The Democratic Party’s response has been wholly inadequate to the historic stakes. Democrats have limited the scope of their response to the insensitivity of politicizing 9/11 (“The president shouldn’t use the painful images of 9/11 for a political attack,” suggests House Speaker Nancy Pelosi) or even conceding the legitimacy of the pseudo-outrage against Omar (Senator Kirsten Gillibrand: “As a senator who represents 9/11 victims, I can’t accept any minimizing of that pain”).
It is surely tiresome for Democrats to have to constantly come up with messages about a freshman member of Congress who is careless with facts, constantly wanders off message, and fond of conspiracy theories. In her short time in Congress, in addition to stoking anti-Semitism, she has baselessly insinuated that Senator Lindsey Graham is being sexually blackmailed by Trump and attacked the opposition to Venezuela’s brutal dictatorship as war criminals far right and illegitimate*. Omar is arguably the most counterproductive Democrat in the House of Representatives. Her party should be encouraging a primary challenger to run against her.
Democrats unwilling to frontally challenge the smears of Omar because they don’t like her are making the same mistake as Democrats who refused to condemn her dual-loyalty smears because they do like her. Omar herself is not the issue here. She is not the target of Trump’s hate campaign. The target is all Muslims, as well as the principle that minorities deserve to be treated as full Americans.
*The original post took at face value Omar’s comment describing the Venezuelan opposition as war criminals, following the interpretation in this Bulwark story. It seems more likely Omar was speaking hypothetically about war crimes, so I have removed that description.
f if they failed to do so?

Friday, July 19, 2019

Kathy Zhu, a University of Michigan student Islam Hater

a person wearing a white shirt

Ardent Donald Trump foot soldier

Kathy Zhu

She was born in Qingdao, Shandong, China in 1999. Kathy grew up in Kissimmee, Florida. At the age of 5 together with her parents they legally migrated to the United States

There’s a “try a hijab on” booth at my college campus. So you’re telling me that it’s now just a fashion accessory and not a religious thing? Or are you just trying to get women used to being oppressed under Islam.”
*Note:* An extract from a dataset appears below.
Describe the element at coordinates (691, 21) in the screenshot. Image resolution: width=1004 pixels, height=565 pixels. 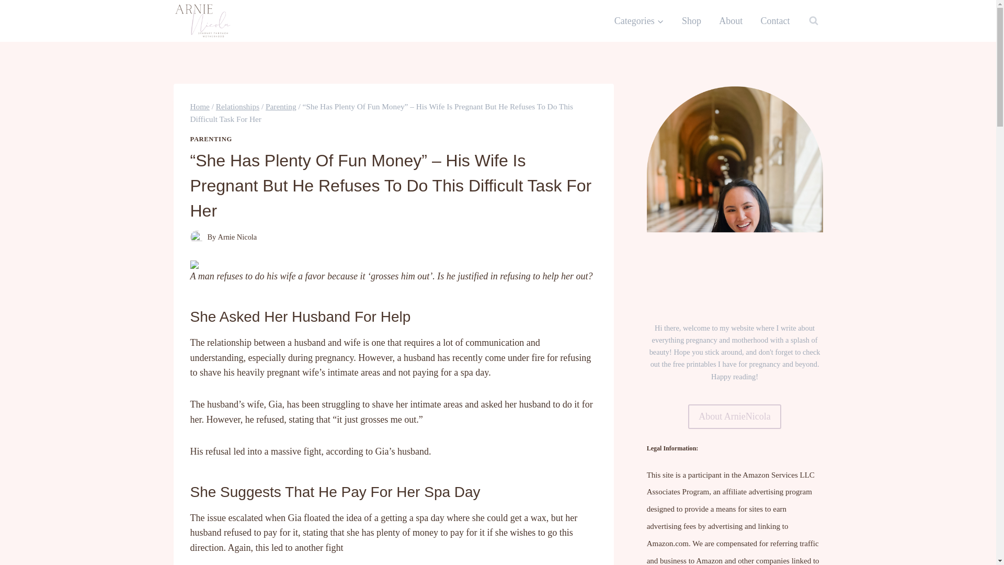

After she was stripped of the Miss Michigan title in her email to DeJack she addressed the incidence alleging that a woman tried to make her wear a hijab without her permission. She added that what was insensitive was that women in the Middle East were getting stoned to death for refusing to obey their husband’s orders to wear hijabs.
“What’s ‘insensitive’ is that women in the Middle East are getting stoned to death for refusing to obey their husband’s orders to wear hijabs. Are the people in MWA implying that they advocate for the punishment of women who refuse to wear a hijab?”
She had also spoken about the hijab incidence with the Detroit Free Press where she said; “I said that it was (getting women used to) being oppressed because there are so many women in Middle Eastern countries that are being punished and stoned for refusing to wear a hijab. Nobody is talking about that in the West because all they see is everyone being at peace, but that is the beauty of America.”